The Plight of Birds and the Hand of Man in the Sixth Great Extinction

Photo by Mark Gillow | CC BY 2.0

As birds become fewer, wildflowers vanish, butterflies disappear, and animals in the wild are threatened, extinction and a grim future haunts.  How often did Rumi write about birdsong … there is a reason.  Nature revives the spirit.

June 5th was World Environment Day.  A UN outreach program hosted by a different country each year, it is designed to draw attention to its environmental challenges and to offer it support.  This year the host country is India and the theme is beating plastic pollution.  But plastics are not just a blight on the landscape, they are in the seas destroying coral and the species it shelters, painfully killing whales and other creatures … including birds.  Yet, it is far from the only cause of bird distress and their sharply declining numbers.  One example comes from the Arctic, where receding ice has taken with it the nutritious cod, which favor cold waters, and has  endangered the black guillemot now forced to feed their chicks on the bony and difficult-to-digest fourhorn sculpin.

When the EU commissioned a State of Nature report, they expected bad news but not quite as dire a result.  Prepared by the European Environment Agency and sourced from EU-wide data, it found one in three bird species threatened and only a little over half secure.  It also drew a bleak picture of European habitats finding over half of those studied to be unfavorable.  Habitat loss, pesticides particularly neonicotinoids, even excessive hunting, notably in southern Europe, are all to blame.

Earlier, a comprehensive study conducted by University of Exeter (UK) professor Richard Inger and colleagues had analyzed avian biomass across 25 countries over 30 years.  Using data from Birdlife International and the Pan-European Common Bird Monitoring Scheme, they discovered a surprisingly large and troubling decline:  from 1980 to 2009 the estimated total avian population had been reduced by 421 million birds.

Meanwhile, research in the US with far-reaching consequences places blame squarely on human activity.  It examines avian consequences of noise pollution.  If certain constant noises irritate humans — think of road repair and a pneumatic drill — then birds are no exception.  Noise from oil and gas operations is stressing out birds and harming reproduction.  They exhibit signs of chronic stress, lay fewer eggs or fewer eggs hatch, and nestling growth is stunted.

So reports a study by Nathan Kleist and colleagues in the Proceedings of the National Academy of Sciences (unfortunately not available to the general public without a fee).  The authors studied three species of cavity nesting birds (the ash-throated flycatcher, the mountain bluebird and the western bluebird) breeding near oil and gas operations on Bureau of Land Management property in the San Juan Basin in New Mexico.

The researchers placed 240 nest boxes on 12 pairs of sites, close to and at varying distances from the drilling pads where loud compressors operated non-stop.  The team took blood samples of adult females and nestlings from all the nest boxes for three years.  They also examined nestling body size and feather length — less well developed in both noisy and lower noise areas, suggesting any level of irritating noise disrupts.

Baseline levels of a key stress hormone, corticosterone, showed high stress in birds nesting closest to the noise.  And nestlings in noisy areas produced significantly greater stress hormones than those in quiet areas when subjected to the test of being held for 10 minutes.

It also turned out that the western bluebird was the only species willing to nest in the sites closest to the compressors; such behavior had led to the belief it was immune to noise.  Not so, the study results revealed.

Environmental stress is increased by noise pollution and that it degrades avian reproductive success is the conclusive message of this study.  With background noise constantly increasing in the US, even protected areas are no longer immune.

If the anthropocene is our age, it is also our look in the mirror to see what the human footprint has wrought, even if unwittingly.  Global warming, extreme weather events becoming more severeplastic pollution and stressed wildliferecord extinctionsinsect declines … all portents of an impaired future warning humans repeatedly of urgency.  The sixth mass extinction is underway but it will take centuries if not thousands of years, and man can help by alleviating global warming and preservation efforts.  Related to CO2 levels, global warming has been the culprit in the previous five.  CO2 levels are already in excess of 0.04 percent perilously close to the 0.05 percent calculated to melt icecaps through temperature rise causing serious flooding of coastal areas.

Are leaders and decision-makers listening?

Arshad M. Khan is a former professor who has, over many years, written occasionally for the print and often for online media outlets.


#### PROBLEM STATEMENT:
Whenever the word "Management" turns up in a line of the data below, copy that line.

#### INPUT:
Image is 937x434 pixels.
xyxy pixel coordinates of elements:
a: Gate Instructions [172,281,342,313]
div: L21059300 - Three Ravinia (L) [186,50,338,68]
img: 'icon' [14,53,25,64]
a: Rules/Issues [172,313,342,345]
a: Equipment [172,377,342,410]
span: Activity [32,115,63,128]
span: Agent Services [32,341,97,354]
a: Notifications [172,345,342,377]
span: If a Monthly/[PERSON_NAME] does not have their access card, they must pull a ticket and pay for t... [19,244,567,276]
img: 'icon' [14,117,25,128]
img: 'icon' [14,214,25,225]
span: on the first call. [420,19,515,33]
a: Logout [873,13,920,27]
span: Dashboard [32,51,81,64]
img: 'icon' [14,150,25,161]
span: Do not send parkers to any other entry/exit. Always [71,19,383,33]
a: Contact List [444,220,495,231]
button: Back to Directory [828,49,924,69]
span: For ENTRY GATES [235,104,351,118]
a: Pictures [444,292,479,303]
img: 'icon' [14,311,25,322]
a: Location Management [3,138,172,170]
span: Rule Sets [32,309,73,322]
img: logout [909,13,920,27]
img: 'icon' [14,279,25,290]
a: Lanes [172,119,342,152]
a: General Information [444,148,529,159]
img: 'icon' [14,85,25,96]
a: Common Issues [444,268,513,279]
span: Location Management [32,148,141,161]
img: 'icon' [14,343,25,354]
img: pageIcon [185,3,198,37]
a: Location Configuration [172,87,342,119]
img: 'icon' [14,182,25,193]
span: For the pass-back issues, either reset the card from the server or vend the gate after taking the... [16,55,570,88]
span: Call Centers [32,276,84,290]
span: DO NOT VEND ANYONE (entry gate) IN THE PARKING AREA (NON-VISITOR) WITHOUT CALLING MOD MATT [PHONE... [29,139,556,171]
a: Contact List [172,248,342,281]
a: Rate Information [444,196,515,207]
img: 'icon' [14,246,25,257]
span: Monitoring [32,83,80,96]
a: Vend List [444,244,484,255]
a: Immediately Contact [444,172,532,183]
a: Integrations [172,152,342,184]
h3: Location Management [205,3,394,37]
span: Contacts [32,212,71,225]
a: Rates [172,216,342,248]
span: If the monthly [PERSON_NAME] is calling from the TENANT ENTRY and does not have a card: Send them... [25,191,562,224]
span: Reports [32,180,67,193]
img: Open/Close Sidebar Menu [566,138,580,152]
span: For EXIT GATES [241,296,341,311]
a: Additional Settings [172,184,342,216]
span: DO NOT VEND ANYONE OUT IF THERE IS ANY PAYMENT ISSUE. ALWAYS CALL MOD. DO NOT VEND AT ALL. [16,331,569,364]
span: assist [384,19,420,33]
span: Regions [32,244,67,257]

#### TASK SOLUTION:
a: Location Management [3,138,172,170]
span: Location Management [32,148,141,161]
h3: Location Management [205,3,394,37]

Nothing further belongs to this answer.